The carry trade, the strategy based on borrowing the lowest yielding currencies and taking long positions on the highest yielding, performs well when interest rate spreads are high and the economy is stable and strong. It is therefore normally associated with economic growth, and tends to do well over the long term, but can be prone to sharp reversals in difficult markets. Some years, like in 2008, it can inflict huge losses on those who follow it.
“Over the past 30 years, carry trade has been a good money-making strategy,“ says Elizabeth Para, currency investment strategist at Overlay Asset Management. “But while it produces a small steady incremental profit year after year, in one year it can make a loss that wipes out all the previous years’ gains.” Consequently, she notes, managers that were overly reliant on carry trade were hurt quite badly, and investors need to be aware of the risks.
“Most FX managers continue with it because it is so useful, but they are not 100 per cent reliant on it,” she adds. “Part of the key to this is diversification using the broadest range of strategies, with different frequency trading models and different time horizons to help reduce risk. The other important part is to build models that can detect the reversal of the carry trade.”
Systematic risk can be reduced by using a mix of strategies. Most managers use a combination of the carry trade, crossover momentum and volatility trading, and a few also use options programmes. Each strategy produces different results at different stages of the cycle.
While carry trade does well when economies are strong, volatility strategies, which are based on buying implied currency volatility, do well when equity risk premiums are rising.
Volatility trading produces widely fluctuating returns – usually explosive ones in uncertain climates, and big losses when conditions are benign. Its high risk means few investors want heavy exposure to it.
A crossover strategy involves trading the carry trade time series in a long or short fashion, using technical trading indicators, basing the crossover chart on varying timespans. A crossover momentum rule applied to the carry strategy produces slightly lower long-term returns than a pure carry trade strategy, but excels when carry trades unwind, outperforming when conditions are uncertain. This makes it a useful partner to carry strategies.
UBS has done some work on how the strategies correlate with each other, backtested over 20 years. It concludes that an optimal strategy will have features of all three strategies, but will predominately consist of the carry trade, while the volatility strategy element should be very small. UBS notes that the cross correlations between these three prime strategies are generally low, and that the carry trade and volatility strategies are in fact ’directionally opposed’.

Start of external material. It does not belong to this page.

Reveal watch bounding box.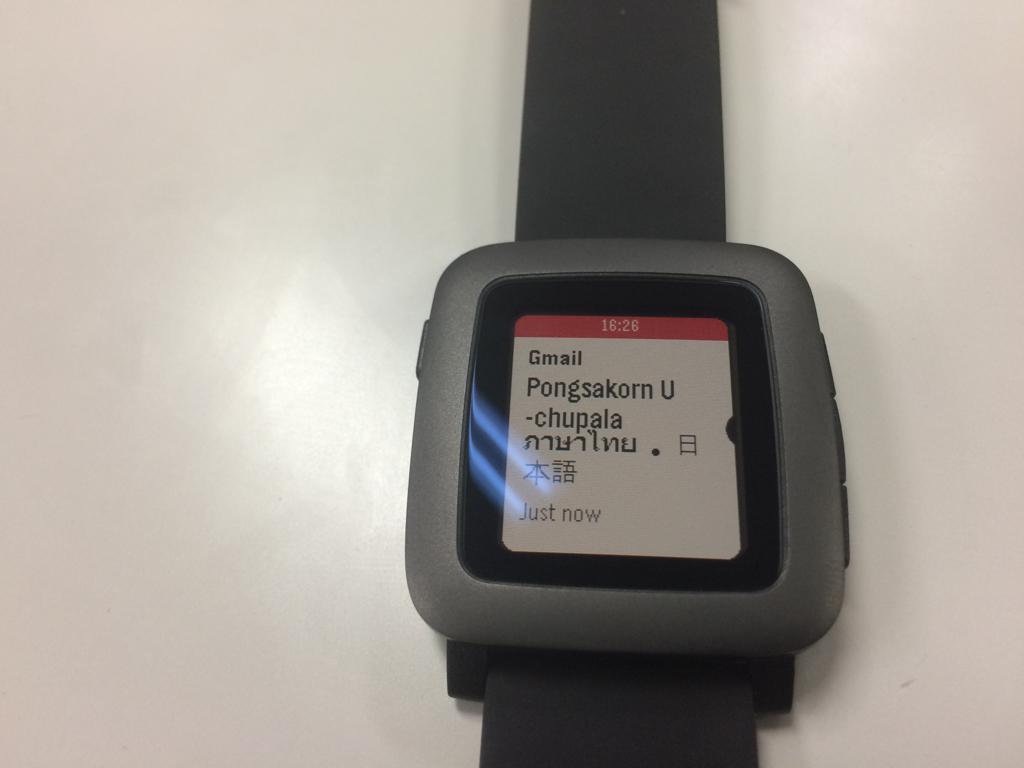
Revealed: 401 0 848 767.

There is a relatively insignificant correlation between crossover and carry strategies, suggesting they also make compatible portfolio partners.
“It’s one thing to have a set of managers with different strategies,” says Collin Crownover, managing director and head of currency management for State Street Global Advisors. “But the important part is to monitor them all. Many managers who had used several strategies developed a creep towards the carry trade in the lead up to 2008, so you could do worse than adding a manager with no exposure to it at all. It is not a fluke that it underperformed during the crisis.“
“There has been a structural shift towards a lower allocation to carry strategy,“ says Jaco Rouw, senior global fixed income investment manager at ING Investment Management. “If you look at beta returns compared with carry returns, the conclusion is that currency managers have lower exposure to carry trade because of the huge shake-out in these strategies in August to October 2008. This is shown by the relationship of beta currency trading returns to carry trade returns, which was 0.5 to 1 per cent, but dropped to 0 to 0.3 per cent after Lehman.“
Last year was a profitable environment for carry, he adds, and the beta of currency strategies to carry trade picked up in the fourth quarter of 2009, showing renewed interest in the strategy.